Jesse Mulligan will talk reviewing at the Escape! festival on Saturday, June 4. Photo/supplied
In an age when anyone with an internet connection can share their thoughts with the world, two outstanding writers are coming to the Escape! festival to discuss the art of reviewing.
American author and reviewer Jane Ciabattari claims the "democratisation" of reviewing is synonymous with the decay of reviewing and
Steve Braunias, books editor at The Spinoff website, doesn't disagree.
"Book reviewing is one of the most difficult and delicate of the literary arts," he says. "Giving a plot summary and some bland opinion about the merits of it isn't quite good enough, and neither are a few pithy words in some boring Book in Brief review column. I prefer a Books at Enormously Great Length review column. "There have always been wonderful and astute reviewers in New Zealand. Michael King comes immediately to mind. I think he may have been our very best non-fiction reviewer, which makes sense, because he may have been our very best historian. Writers are critics too."

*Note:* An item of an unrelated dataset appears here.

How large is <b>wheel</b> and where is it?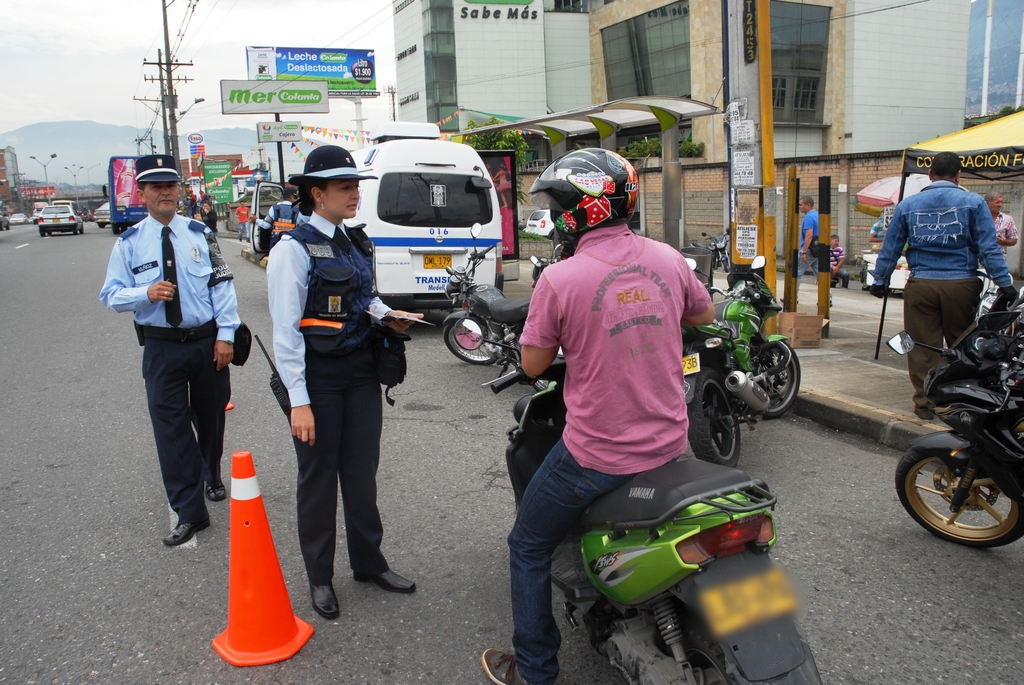
Bounding box: {"x1": 908, "y1": 441, "x2": 1017, "y2": 544}.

Joining Steve at Escape! is Jesse Mulligan, restaurant reviewer for Viva (NZ Herald), who was so keen to work as a food writer that he started a food blog as an "audition" for a paid job. A former law student who abandoned his studies after winning a stand-up comedy contest, Jesse's no stranger to bad reviews. Within 14 months all three of the original presenters of TVNZ's Seven Sharp had left, with "funny man" Jesse being the last. He now hosts a weekday afternoon show on Radio NZ.
Coincidentally, Steve is also a food reviewer, of a sort, filing a regular column for the NZ Herald, The Man who Ate Lincoln Road, a collection of reviews of the Auckland street's fast-food joints.